Ciao.
I'm the founder and a managing partner of Portico Advisers.
We advise asset owners, corporates, and investment firms driving innovation in energy systems.
How did I get here?
In 2006, I was the youngest member of an interagency team working on interior-ministry and police reform in Iraq and Afghanistan. The experience left me deeply skeptical about the ability of the U.S. government to deliver durable change in other countries, and I grew convinced that the best long-term answer was patient investments that created jobs.
So, I went to SAIS to study international economics and finance, and explored the question of private-sector development in emerging markets.
I spent the better part of fifteen years on that question—first researching the EM private equity and venture industry, then advising funds, institutional investors, and founders building in the world's hardest markets.
I started Portico in 2016 to work directly with the people willing to pursue differentiated strategies where most capital wouldn't go.
There was a tension at the foundation, though.
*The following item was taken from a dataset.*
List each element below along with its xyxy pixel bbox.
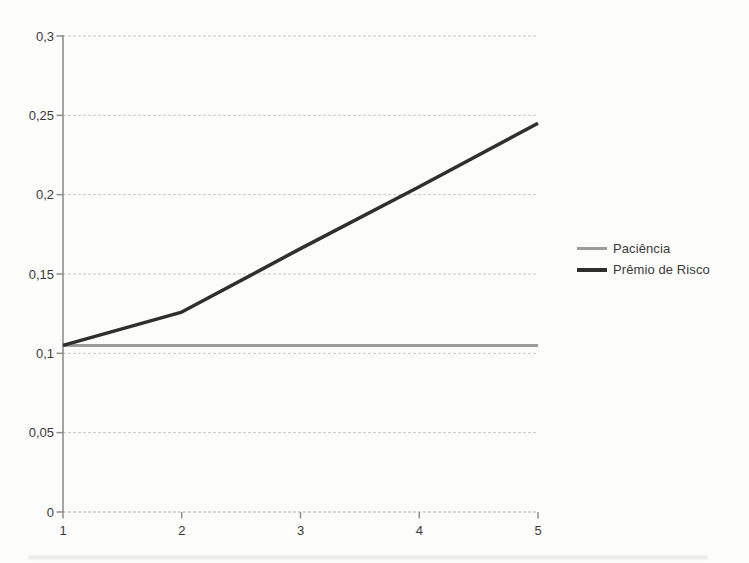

I started a business in an industry that I believed at the time to be in structural decline. I was building in the wrong market. That diagnosis is at the heart of the book I'm writing now.
I began viewing the capital scarcity problem that lured me to emerging markets in terms of sector instead of geography. And this led me to deep technology, working with venture firms backing companies the broader market had written off as too hard or too early.
That work included a variety of projects with energy-transition technologies, including an opportunity to help a family office stand up a permanent-capital vehicle for it. I also co-founded Transect Ocean to gather critical subsea data for offshore-renewables developers using autonomous vessels, and eventually brought the work back to Portico (2.0).
I enjoy seeking out opportunities in the seams that most market participants overlook, and working with people who have the audacity to do something difficult.
Social media is a cancer, so I post bit(e)-sized thoughts at bits.caseyjr.org instead, and I build independent, open-source projects like the Thucydides Daily Reader.
I live in the United States with my wife, two sons, and dogs.